Ninja Homer
Member
- Joined
- May 30, 2007
- Messages
- 3,290
People still are living in dreamland. They don't understand the cause and effect of what got us into this situation. I just talked to someone tonight who still thinks socialized medicine is the way to go. I heard a long, drawn out story, about a woman who had 3 kids, 2 jobs, whose husband had left and did not have health insurance, because she was part-time. The mean 'ol companies did not offer health care to part-timers.
It's almost like we need to have a schematic that shows the cause-effect relationships of how we got to where we are today, for example with health care. The goal would be to have a diagram that showed how government intervention and corporatism are at the root cause of medical costs being so sky high. Then, another diagram perhaps that shows how the outcome would be different by removing that intervention. In the end showing how the woman and her kids would be much better off by getting government and its insidious relationships, out of health care. It needs to be very simple and to the point, so anyone could understand it.
I had the opposite experience tonight. I went to a kind of Monday night football gathering, where there were 5 other people that I've talked to about Ron Paul in the past. They've all been apathetic in the past, and didn't feel that there was that urgent of a problem, and weren't really interested in changing anything.
I didn't even bring up politics... they all started asking me what Ron Paul had to say about the bailout, how we can take back our freedom, how we can change things, etc. We kind of watched the game, but mostly we talked politics all night, and these are Vikings fans watching a Monday night Vikings game... they aren't usually distracted from their game.
The bailout changed things for a lot of people, and they are waking up from their apathy. All 5 of them agreed that they can no longer vote for either of the 2 major parties, and 2 of them said they wanted to write in Ron Paul (I recommended they look into Baldwin, because a write in for Ron Paul probably won't even be counted, but it's their vote and they can do what they want). All 5 of them also told me they will be voting for Dean Barkley for senate, who is an independent candidate endorsed by Ventura, running against Norm Coleman and Al Franken (and Barkley is doing well in the polls!).
Things are changing faster than I thought possible. Not just in the economy, but in the general view of politics as well. People who were once willing to settle for the status quo are now realizing what this government has taken from them, and they are more and more willing to step up and take back what's theirs. I may have planted the idea in their heads long ago, but tonight it didn't take any persuasion from me. They came to their decisions on their own.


Task to complete: Pull every line containing "title" from the entries.

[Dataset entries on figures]
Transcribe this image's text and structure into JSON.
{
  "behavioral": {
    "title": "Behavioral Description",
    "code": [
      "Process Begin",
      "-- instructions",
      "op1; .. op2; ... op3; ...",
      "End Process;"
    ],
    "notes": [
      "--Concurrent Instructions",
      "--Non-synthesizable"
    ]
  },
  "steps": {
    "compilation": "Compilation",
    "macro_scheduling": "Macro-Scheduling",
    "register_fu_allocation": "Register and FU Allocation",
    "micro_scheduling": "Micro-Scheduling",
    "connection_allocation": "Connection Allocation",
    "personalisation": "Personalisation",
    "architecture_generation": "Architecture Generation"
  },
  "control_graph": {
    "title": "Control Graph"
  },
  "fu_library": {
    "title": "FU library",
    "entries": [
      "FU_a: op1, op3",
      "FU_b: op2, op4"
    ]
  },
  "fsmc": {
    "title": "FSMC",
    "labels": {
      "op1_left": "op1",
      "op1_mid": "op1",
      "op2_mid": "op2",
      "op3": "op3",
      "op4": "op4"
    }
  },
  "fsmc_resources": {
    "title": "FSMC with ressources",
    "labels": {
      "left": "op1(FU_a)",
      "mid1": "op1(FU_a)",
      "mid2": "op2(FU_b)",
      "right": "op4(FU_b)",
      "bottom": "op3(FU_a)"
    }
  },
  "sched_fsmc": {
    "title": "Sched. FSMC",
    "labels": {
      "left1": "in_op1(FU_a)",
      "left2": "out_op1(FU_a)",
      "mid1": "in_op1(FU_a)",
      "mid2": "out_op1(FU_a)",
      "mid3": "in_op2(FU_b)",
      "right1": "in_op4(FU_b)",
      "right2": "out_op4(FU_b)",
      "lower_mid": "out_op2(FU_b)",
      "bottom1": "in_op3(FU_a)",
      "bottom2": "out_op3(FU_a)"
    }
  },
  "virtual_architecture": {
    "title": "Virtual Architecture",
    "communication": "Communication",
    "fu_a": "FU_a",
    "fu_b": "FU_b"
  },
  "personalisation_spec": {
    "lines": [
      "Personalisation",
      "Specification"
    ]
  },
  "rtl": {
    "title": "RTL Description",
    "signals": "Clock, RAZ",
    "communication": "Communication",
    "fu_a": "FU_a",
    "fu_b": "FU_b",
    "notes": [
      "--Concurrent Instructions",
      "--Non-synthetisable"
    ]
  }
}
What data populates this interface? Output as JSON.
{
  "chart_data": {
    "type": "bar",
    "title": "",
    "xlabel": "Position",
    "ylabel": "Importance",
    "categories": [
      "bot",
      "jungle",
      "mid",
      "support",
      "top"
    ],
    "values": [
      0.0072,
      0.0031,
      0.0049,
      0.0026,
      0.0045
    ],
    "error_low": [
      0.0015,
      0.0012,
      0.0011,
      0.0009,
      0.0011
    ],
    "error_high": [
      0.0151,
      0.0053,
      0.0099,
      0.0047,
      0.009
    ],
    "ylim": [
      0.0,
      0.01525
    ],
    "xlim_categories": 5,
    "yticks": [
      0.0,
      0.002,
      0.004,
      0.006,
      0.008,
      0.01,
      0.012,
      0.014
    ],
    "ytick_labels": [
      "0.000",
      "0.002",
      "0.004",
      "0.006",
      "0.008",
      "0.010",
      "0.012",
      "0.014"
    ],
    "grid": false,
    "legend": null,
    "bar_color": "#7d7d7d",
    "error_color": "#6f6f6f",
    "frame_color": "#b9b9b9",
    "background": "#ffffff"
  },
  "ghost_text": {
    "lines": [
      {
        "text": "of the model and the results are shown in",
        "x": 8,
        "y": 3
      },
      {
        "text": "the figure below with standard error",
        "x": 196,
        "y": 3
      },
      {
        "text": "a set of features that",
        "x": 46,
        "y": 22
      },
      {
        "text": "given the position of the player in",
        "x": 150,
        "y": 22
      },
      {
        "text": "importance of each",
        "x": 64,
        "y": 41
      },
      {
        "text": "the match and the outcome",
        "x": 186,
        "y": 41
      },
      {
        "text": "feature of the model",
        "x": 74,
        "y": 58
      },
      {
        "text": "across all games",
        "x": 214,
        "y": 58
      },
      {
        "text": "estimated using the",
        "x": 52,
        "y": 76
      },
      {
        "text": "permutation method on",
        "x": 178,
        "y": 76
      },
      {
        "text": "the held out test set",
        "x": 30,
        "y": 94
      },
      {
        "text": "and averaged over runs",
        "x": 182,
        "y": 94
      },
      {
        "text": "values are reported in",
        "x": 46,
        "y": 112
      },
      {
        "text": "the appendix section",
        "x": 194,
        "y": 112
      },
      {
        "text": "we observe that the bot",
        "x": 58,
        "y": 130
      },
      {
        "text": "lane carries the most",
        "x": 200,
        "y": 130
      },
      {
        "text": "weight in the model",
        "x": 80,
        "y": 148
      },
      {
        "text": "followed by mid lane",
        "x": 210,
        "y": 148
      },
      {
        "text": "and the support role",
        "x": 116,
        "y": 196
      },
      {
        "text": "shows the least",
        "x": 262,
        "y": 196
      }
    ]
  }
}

Output of the exercise:
    "title": "Behavioral Description",
    "title": "Control Graph"
    "title": "FU library",
    "title": "FSMC",
    "title": "FSMC with ressources",
    "title": "Sched. FSMC",
    "title": "Virtual Architecture",
    "title": "RTL Description",
    "title": "",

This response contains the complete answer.